*Ed. Note: This is the third post in a five-part series by Richard McCoy on the art and artists he encountered during a recent trip to Nigeria. Here are links to Part I and Part II.
Before travelling to Nigeria, I had known of a number of artists living around Lagos from Indianapolis friends who have been collecting contemporary Nigerian art during their time living and working there. Among their favorite and most collected artists was Ben Osaghae.
Ben was born in Benin City, the capital of the Edo State and studied painting at Auchi Polytechnic college. He has taught painting in Nigerian universities but has since retired from this work to focus solely on his painting.
At once thoughtful and light hearted, he’s just as likely to tell you something very serious and important as to come with a quick and light laugh about his observations.
I want to show the point of view of the participant of a police check point and the observer driving by. Both at the same time. I don’t worry about making my paintings ‘naturalistic,’ rather I want them to be descriptive. — Ben Osaghae
Ben lives on the north side of Lagos, near the city’s airport. His studio, which is part of his home, is filled with recent paintings from 2011 and 2012. His paintings and drawings, which are all created from memory, explore everyday events and incidents around Lagos. With vivid colors, the imagery in his works become fractured windows into what everyone experiences and sees on the streets and places around the city. Windows that open onto scenes that have been carefully crafted to tell specific stories.
The titles of my paintings are very important as they allow me to poeticize the work and add another level of meaning. Of course my paintings have a narrative; I’m telling stories in my own idiom. I want to show the complicated web in which politics and business are interwoven in Nigeria. — Ben Osaghae
His working method often involves first making sketches on large, horizontal sheets of paper with ink and pencil. Paintings are realized first with washes of acrylic paint which is laid down in blocks of color to generally start framing an image. His canvases range in size and between square and rectilinear. Once the acrylic layer dries, he begins working with oils and occasionally adds scraps of newsprint.
It would be too simple to say that Osaghae’s paintings are commentaries or observations on life in Nigeria; clearly his works have a critical message that is speaking directly to Nigeria’s political, social, and economic issues. They can be at once beautiful and full of life and at the same time troubling and dark realities of an often troubling event.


*What the task asks*
Please tally the lines in the material below that contain the word "Norcross", and give the count only.
--- Source records ---
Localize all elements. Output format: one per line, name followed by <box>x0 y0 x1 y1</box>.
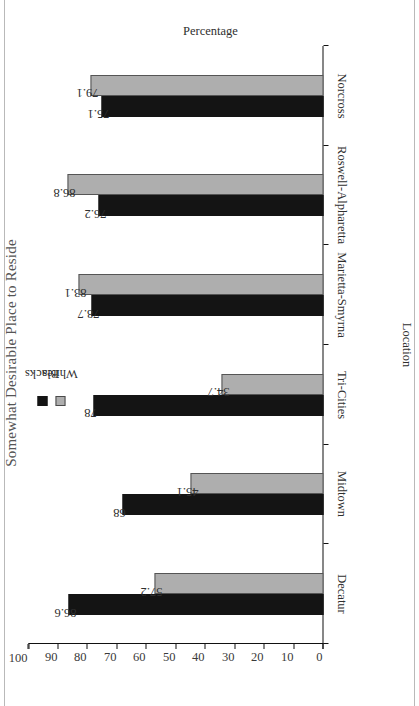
bar-value-label: 79.1 <box>76 85 98 100</box>
bar-blacks[interactable]: 68 <box>122 495 323 516</box>
bar-value-label: 68 <box>113 505 126 520</box>
bar-value-label: 86.6 <box>54 605 76 620</box>
bar-whites[interactable]: 86.8 <box>67 174 323 195</box>
bar-group: 7834.7 <box>28 345 323 445</box>
category-label-cell: Marietta-Smyrna <box>327 245 389 345</box>
bar-value-label: 86.8 <box>53 185 75 200</box>
plot-area: 0102030405060708090100 86.657.26845.1783… <box>28 46 323 644</box>
category-label-cell: Roswell-Alpharetta <box>327 146 389 246</box>
bar-blacks[interactable]: 78.7 <box>91 295 323 316</box>
bar-value-label: 34.7 <box>207 384 229 399</box>
category-tick-labels: DecaturMidtownTri-CitiesMarietta-SmyrnaR… <box>327 46 389 644</box>
bar-group: 76.286.8 <box>28 146 323 246</box>
category-label: Midtown <box>333 472 348 518</box>
bar-group: 86.657.2 <box>28 544 323 644</box>
bar-value-label: 78 <box>84 405 97 420</box>
value-tick-label: 40 <box>192 651 205 666</box>
category-label-cell: Tri-Cities <box>327 345 389 445</box>
value-tick: 10 <box>293 644 294 649</box>
value-tick-label: 20 <box>251 651 264 666</box>
value-tick-label: 90 <box>44 651 57 666</box>
category-label-cell: Norcross <box>327 46 389 146</box>
value-tick-label: 80 <box>74 651 87 666</box>
value-axis-title: Percentage <box>182 24 237 39</box>
bar-whites[interactable]: 45.1 <box>190 474 323 495</box>
bar-blacks[interactable]: 76.2 <box>98 195 323 216</box>
category-label: Roswell-Alpharetta <box>333 147 348 245</box>
bar-group: 75.179.1 <box>28 46 323 146</box>
bar-blacks[interactable]: 86.6 <box>68 594 323 615</box>
bar-whites[interactable]: 34.7 <box>221 374 323 395</box>
value-tick: 60 <box>145 644 146 649</box>
value-tick: 80 <box>86 644 87 649</box>
bar-group: 6845.1 <box>28 445 323 545</box>
value-tick: 20 <box>263 644 264 649</box>
value-tick: 70 <box>116 644 117 649</box>
bar-value-label: 75.1 <box>88 106 110 121</box>
rotated-chart-canvas: Somewhat Desirable Place to Reside Black… <box>0 0 419 706</box>
chart-page: Somewhat Desirable Place to Reside Black… <box>0 0 419 706</box>
category-label-cell: Decatur <box>327 544 389 644</box>
value-tick-label: 70 <box>103 651 116 666</box>
bar-whites[interactable]: 57.2 <box>154 573 323 594</box>
bar-value-label: 57.2 <box>140 584 162 599</box>
value-tick-label: 30 <box>221 651 234 666</box>
value-tick: 40 <box>204 644 205 649</box>
value-tick: 90 <box>57 644 58 649</box>
bar-value-label: 83.1 <box>64 285 86 300</box>
value-tick: 50 <box>175 644 176 649</box>
value-tick-label: 100 <box>8 651 27 666</box>
value-tick-label: 10 <box>280 651 293 666</box>
value-tick-label: 60 <box>133 651 146 666</box>
category-label: Marietta-Smyrna <box>333 252 348 337</box>
value-tick: 30 <box>234 644 235 649</box>
bar-value-label: 78.7 <box>77 306 99 321</box>
bar-value-label: 76.2 <box>84 206 106 221</box>
category-label: Decatur <box>333 574 348 614</box>
category-label: Tri-Cities <box>333 371 348 419</box>
chart-title: Somewhat Desirable Place to Reside <box>2 0 19 706</box>
category-axis-title: Location <box>398 46 413 644</box>
value-tick: 0 <box>322 644 323 649</box>
bar-blacks[interactable]: 75.1 <box>101 96 323 117</box>
category-label-cell: Midtown <box>327 445 389 545</box>
bar-whites[interactable]: 79.1 <box>90 75 323 96</box>
bar-value-label: 45.1 <box>176 484 198 499</box>
bar-whites[interactable]: 83.1 <box>78 274 323 295</box>
value-tick-label: 0 <box>316 651 322 666</box>
value-tick-label: 50 <box>162 651 175 666</box>
bar-group: 78.783.1 <box>28 245 323 345</box>
bar-groups: 86.657.26845.17834.778.783.176.286.875.1… <box>28 46 323 644</box>
value-tick: 100 <box>27 644 28 649</box>
category-label: Norcross <box>333 73 348 118</box>
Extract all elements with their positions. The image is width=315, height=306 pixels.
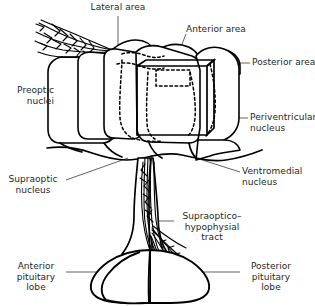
label-supraoptic-nucleus: Supraoptic nucleus	[2, 174, 64, 195]
label-preoptic-nuclei: Preoptic nuclei	[2, 85, 54, 106]
label-anterior-area: Anterior area	[186, 24, 266, 35]
label-posterior-area: Posterior area	[252, 57, 314, 68]
leader-supraoptic	[66, 158, 128, 180]
posterior-pituitary-lobe-shape	[150, 250, 209, 303]
posterior-area-block	[196, 47, 239, 148]
label-supraoptico-hypophysial-tract: Supraoptico– hypophysial tract	[176, 211, 248, 243]
hypothalamus-pituitary-diagram: Lateral area Anterior area Posterior are…	[0, 0, 315, 306]
label-lateral-area: Lateral area	[80, 2, 156, 13]
posterior-fold	[196, 140, 240, 160]
pituitary-gland	[91, 250, 209, 303]
hypothalamus-block	[48, 40, 240, 160]
label-periventricular-nucleus: Periventricular nucleus	[250, 112, 315, 133]
label-ventromedial-nucleus: Ventromedial nucleus	[242, 166, 315, 187]
label-anterior-pituitary-lobe: Anterior pituitary lobe	[8, 261, 64, 293]
label-posterior-pituitary-lobe: Posterior pituitary lobe	[242, 261, 300, 293]
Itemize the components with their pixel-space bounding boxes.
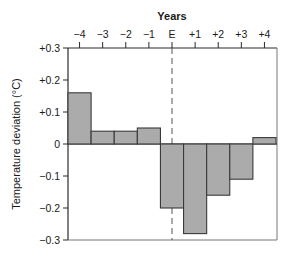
y-tick-label: +0.1 — [39, 106, 60, 118]
y-tick-label: +0.3 — [39, 42, 60, 54]
x-tick-label: +4 — [258, 28, 270, 40]
bar-5 — [184, 144, 207, 234]
y-tick-label: −0.2 — [39, 202, 60, 214]
temperature-deviation-chart: −4−3−2−1E+1+2+3+4 +0.3+0.2+0.10−0.1−0.2−… — [0, 0, 293, 257]
bar-4 — [160, 144, 183, 208]
bar-8 — [253, 138, 276, 144]
x-tick-label: E — [168, 28, 175, 40]
bar-1 — [91, 131, 114, 144]
bar-3 — [137, 128, 160, 144]
y-tick-label: 0 — [54, 138, 60, 150]
y-axis: +0.3+0.2+0.10−0.1−0.2−0.3 — [39, 42, 68, 246]
x-tick-label: −4 — [74, 28, 86, 40]
x-tick-label: +2 — [212, 28, 224, 40]
x-tick-label: +1 — [189, 28, 201, 40]
x-tick-label: −1 — [143, 28, 155, 40]
y-axis-title: Temperature deviation (°C) — [10, 78, 22, 210]
bar-0 — [68, 93, 91, 144]
x-tick-label: −3 — [97, 28, 109, 40]
y-tick-label: −0.1 — [39, 170, 60, 182]
x-tick-label: −2 — [120, 28, 132, 40]
y-tick-label: −0.3 — [39, 234, 60, 246]
bar-6 — [207, 144, 230, 195]
y-tick-label: +0.2 — [39, 74, 60, 86]
x-axis: −4−3−2−1E+1+2+3+4 — [74, 28, 271, 48]
bar-7 — [230, 144, 253, 179]
bar-2 — [114, 131, 137, 144]
x-tick-label: +3 — [235, 28, 247, 40]
x-axis-title: Years — [157, 10, 186, 22]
---
*Answer for the task*
2